THE opposition to the Shrine Board acquisition of the land has its roots in a sense of insecurity about any land transfer in Kashmir. People also raised serious questions about timing and purpose of this land transfer. The Shrine Board was constituted as a body to provide and improve services for the pilgrims with the active help of the state Government, police, civilian administration, army, paramilitary forces and also the local Muslim population. This has been happening for past more than a century. Why does the Shrine Board want land to be transferred to them when they already are using this land for decades for the yatra? If the Shrine Board is working to make the yatra smoother for the pilgrims, what scope does it have to conduct massive Sufi festivals everywhere? Why does Raj Bhavan use the Shrine Board to define the cultural and religious ethos of Kashmir in one particular manner? These questions have fuelled the fire of controversy.
Raj Bhavan’s desire to wrest control over land has dismayed many, especially since they see the Shrine Board as being an extra constitutional entity, outside legislative oversight. This has happened twice: the legislators asked questions about the functioning of the board and were told they could not ask questions to the constitutional head of the state. This means that whenever the elected legislators had queries about the functioning of the Shrine Board, its chairman took refuge in the constitutional privileges of the office of Governor.
When the new Governor N.N. Vohra took over on June 25, he had his job cut out for him. Kashmir has literally returned to the 1990s with hundreds of thousands of people out on the streets protesting about the land transfer. The situation is fast polarising the state along communal lines and if the crisis is not addressed immediately, it will cause the Government much harm, especially in an election year.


◆ **Task goal**: Where a line below holds the string "interactable", copy that line.

[Records excerpted from a collection]

↓↓↓

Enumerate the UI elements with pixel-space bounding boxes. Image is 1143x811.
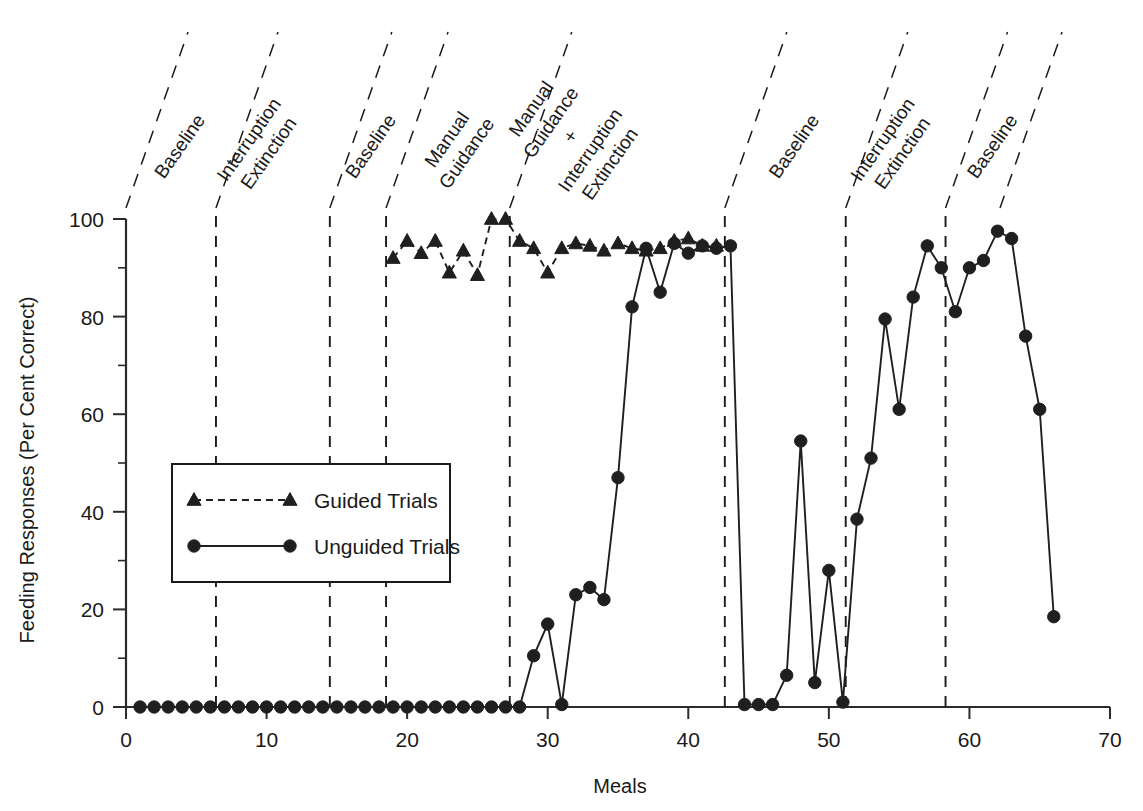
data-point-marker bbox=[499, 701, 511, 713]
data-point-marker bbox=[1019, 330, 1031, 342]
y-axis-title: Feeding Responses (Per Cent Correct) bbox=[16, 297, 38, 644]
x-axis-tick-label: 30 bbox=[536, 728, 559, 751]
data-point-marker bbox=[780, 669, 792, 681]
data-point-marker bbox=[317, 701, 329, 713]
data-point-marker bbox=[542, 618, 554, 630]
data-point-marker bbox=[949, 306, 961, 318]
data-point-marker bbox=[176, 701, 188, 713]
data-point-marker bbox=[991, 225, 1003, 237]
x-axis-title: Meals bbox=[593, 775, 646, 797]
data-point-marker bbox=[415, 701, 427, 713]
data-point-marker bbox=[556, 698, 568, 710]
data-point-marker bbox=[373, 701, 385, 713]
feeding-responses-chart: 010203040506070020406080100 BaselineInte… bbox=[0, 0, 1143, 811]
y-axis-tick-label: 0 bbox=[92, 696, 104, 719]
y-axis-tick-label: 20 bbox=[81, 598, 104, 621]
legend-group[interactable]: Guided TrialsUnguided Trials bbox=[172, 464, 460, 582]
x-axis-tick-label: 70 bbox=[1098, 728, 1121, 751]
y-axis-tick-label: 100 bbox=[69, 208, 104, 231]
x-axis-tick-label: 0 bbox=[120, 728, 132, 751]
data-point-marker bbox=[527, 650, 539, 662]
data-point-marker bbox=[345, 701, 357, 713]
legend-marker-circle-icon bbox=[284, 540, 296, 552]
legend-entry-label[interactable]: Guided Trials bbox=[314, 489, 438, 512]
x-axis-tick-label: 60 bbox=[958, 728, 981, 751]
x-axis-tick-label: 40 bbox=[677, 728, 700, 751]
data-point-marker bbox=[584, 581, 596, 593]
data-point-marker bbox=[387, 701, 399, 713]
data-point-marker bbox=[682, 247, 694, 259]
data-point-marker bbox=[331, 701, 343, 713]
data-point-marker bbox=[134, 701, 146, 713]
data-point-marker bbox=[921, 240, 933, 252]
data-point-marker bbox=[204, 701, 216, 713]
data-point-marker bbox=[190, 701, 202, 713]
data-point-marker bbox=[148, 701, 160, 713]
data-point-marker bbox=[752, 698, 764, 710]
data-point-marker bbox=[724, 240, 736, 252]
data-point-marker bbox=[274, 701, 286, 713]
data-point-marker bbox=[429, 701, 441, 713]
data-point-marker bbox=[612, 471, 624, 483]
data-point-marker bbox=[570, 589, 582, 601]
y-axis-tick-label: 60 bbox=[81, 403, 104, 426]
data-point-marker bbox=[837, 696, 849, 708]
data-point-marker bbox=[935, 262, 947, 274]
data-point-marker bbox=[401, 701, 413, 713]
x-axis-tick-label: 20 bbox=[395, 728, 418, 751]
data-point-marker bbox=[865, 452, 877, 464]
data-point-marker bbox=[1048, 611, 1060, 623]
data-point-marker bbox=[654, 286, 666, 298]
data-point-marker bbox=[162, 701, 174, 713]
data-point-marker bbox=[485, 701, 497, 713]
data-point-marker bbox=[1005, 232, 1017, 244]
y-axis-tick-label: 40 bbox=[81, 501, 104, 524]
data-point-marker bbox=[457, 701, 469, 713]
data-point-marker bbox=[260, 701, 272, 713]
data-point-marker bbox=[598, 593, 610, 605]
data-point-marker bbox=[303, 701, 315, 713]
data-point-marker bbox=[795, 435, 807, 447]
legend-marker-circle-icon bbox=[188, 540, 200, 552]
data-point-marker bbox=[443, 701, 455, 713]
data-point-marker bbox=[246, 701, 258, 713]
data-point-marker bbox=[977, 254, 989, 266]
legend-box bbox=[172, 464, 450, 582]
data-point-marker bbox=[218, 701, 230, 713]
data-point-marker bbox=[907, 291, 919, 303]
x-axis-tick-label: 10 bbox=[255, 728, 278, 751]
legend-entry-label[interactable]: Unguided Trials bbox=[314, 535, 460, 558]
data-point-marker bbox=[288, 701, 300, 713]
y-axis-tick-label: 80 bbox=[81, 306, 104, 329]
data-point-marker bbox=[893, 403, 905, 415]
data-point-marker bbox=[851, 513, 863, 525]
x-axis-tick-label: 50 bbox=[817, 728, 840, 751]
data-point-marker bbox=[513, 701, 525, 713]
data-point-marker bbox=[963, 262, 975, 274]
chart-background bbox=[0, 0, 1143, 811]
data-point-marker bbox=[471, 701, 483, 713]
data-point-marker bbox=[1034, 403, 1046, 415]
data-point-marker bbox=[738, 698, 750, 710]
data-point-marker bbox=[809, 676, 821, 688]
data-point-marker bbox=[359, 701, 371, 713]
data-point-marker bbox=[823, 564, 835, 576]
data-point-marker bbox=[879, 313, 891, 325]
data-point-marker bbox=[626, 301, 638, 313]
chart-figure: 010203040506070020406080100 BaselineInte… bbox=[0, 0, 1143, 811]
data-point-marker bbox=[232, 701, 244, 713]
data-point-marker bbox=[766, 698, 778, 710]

↑↑↑

◆ **Solution for this exercise**:
legend-group[interactable]: Guided TrialsUnguided Trials bbox=[172, 464, 460, 582]
legend-entry-label[interactable]: Guided Trials bbox=[314, 489, 438, 512]
legend-entry-label[interactable]: Unguided Trials bbox=[314, 535, 460, 558]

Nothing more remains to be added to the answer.